Returning to their Alma Mater is already a beautiful tradition for Indian graduates. Muthiah Ramanathan returned to Armenia 30 years after entering the university, this time not as a first-year student, but as a doctor who has established himself in his homeland.
The specialist, who graduated from Yerevan State Medical University named after Mkhitar Heratsi with honors, came to our country in 1995 to study medicine. “Yerevan became a second home for us. We learned not only medicine here, we learnt the life here. We learned to overcome difficulties. When we returned to India, we were able to easily overcome all obstacles, we became strong and invulnerable,” he said.
Speaking with satisfaction about the education he received, Muthiah Ramanathan emphasized the high quality of textbooks in terms of discovering diagnostic methods, because, according to him, diagnosis is already 70% of treatment. “We learned a lot here, we gained knowledge that we are now applying in India. I was very happy when I received an invitation to a business meeting in Armenia and, taking advantage of the opportunity, returned to Yerevan. I cannot describe and fully express my joy,” the Indian graduate said frankly.
Now he works in the city of Chennai (formerly Madras), which, by the way, has a large Armenian community, in two hospitals, one of which is the medical director. “We are implementing a unique treatment – hyperbaric oxygen therapy, which is being implemented by only 3 medical centers in India,” Muthiah Ramanathan, a cardiologist and intensive care specialist; said.
The medical university has been providing medical education to Indian students for almost 4 decades. During a meeting with Yervand Sahakyan, Vice-Rector for International Affairs and External Relations (who was then the Dean of the Department of International Students), the Indian graduate recalled when a fire broke out in the student dormitory on December 12, 2000.
According to the graduate, no one was injured thanks to the Vice-Rector, who was the first to arrive there and, having sorted the foreign students into rooms on the field intended for outdoor games, was able to save everyone by personally going up and taking two missing students out of the room. After the fire, in just 3 days, the dormitory rooms were renovated and handed over to future foreign doctors again.
“The lecturers were very supportive of us during those difficult years when there was no constant electricity and water supply,” the Indian graduate said. He also has many Armenian friends.
Vice-Rector Sahakyan showed an article about them published in the “Future Doctor” magazine back in 2002.

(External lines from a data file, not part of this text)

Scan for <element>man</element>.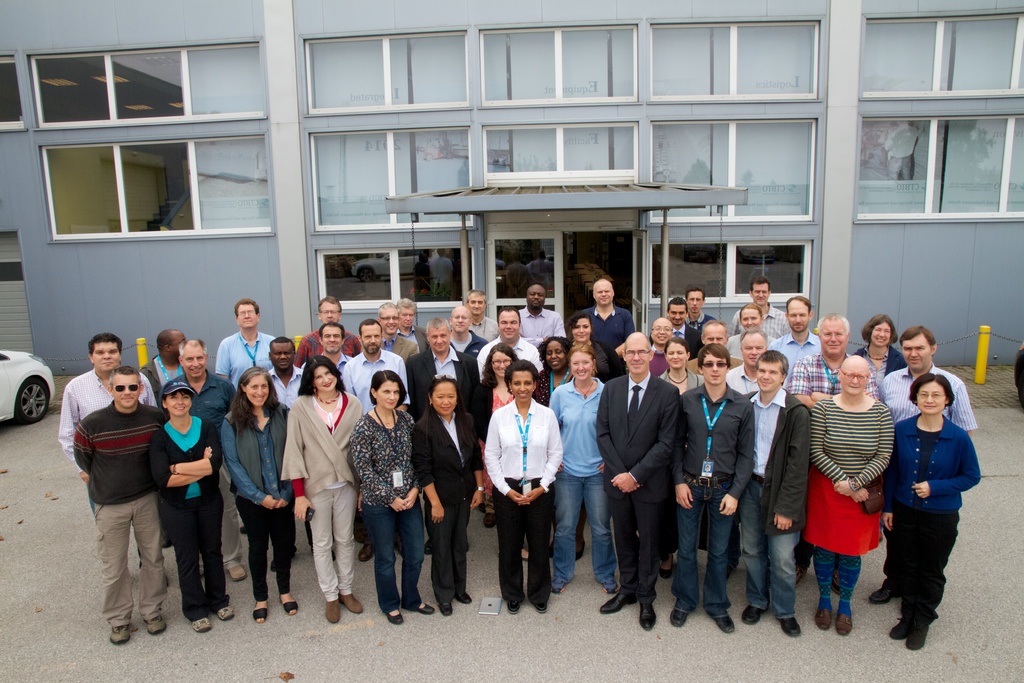
Scan result: x1=372, y1=302, x2=420, y2=359.
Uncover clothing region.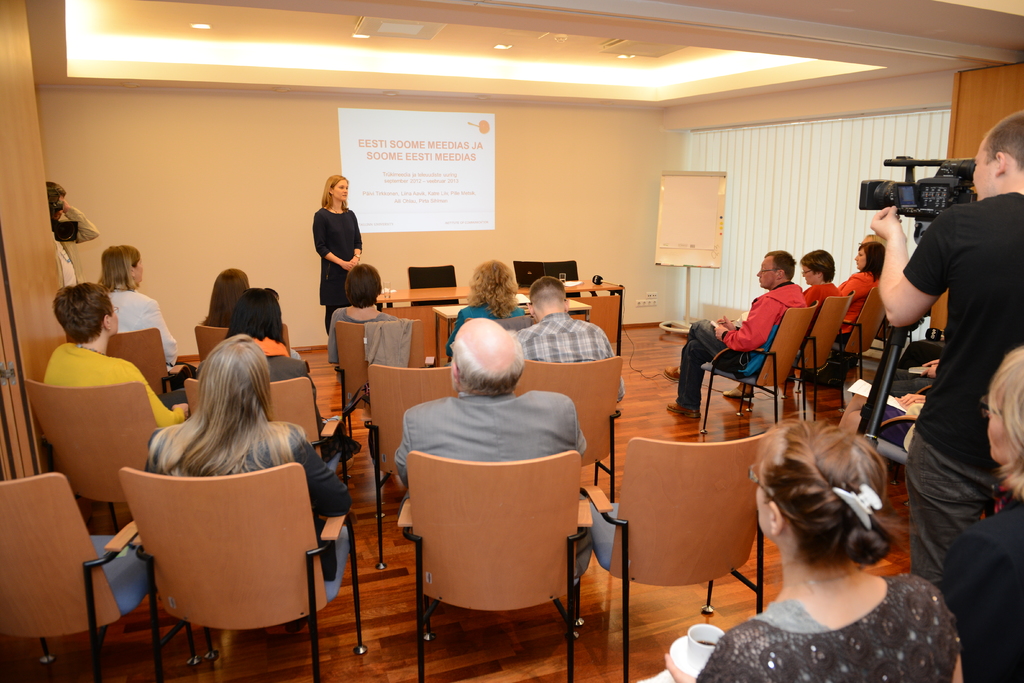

“At that time, we were in constant contact, I knew all the foreigners. They were learning Russian very well, which also contributed to the intensity of communication,” he recalled.
According to Muthiah Ramanathan, they are constantly in touch with their classmates as well, they have created a group and were planning to return to Armenia with their families in October 2020, 25 years after the start of their studies, but the COVID-19 pandemic canceled all plans. They even printed special T-shirts with the slogan “25 Years of Brotherhood”.
Nevertheless, they have not backed down in implementing the initiative: next year, in 2026, they intend to visit their Alma Mater together, meet their beloved professors, and reminisce about the sometimes difficult, but memorable path of personal and professional development.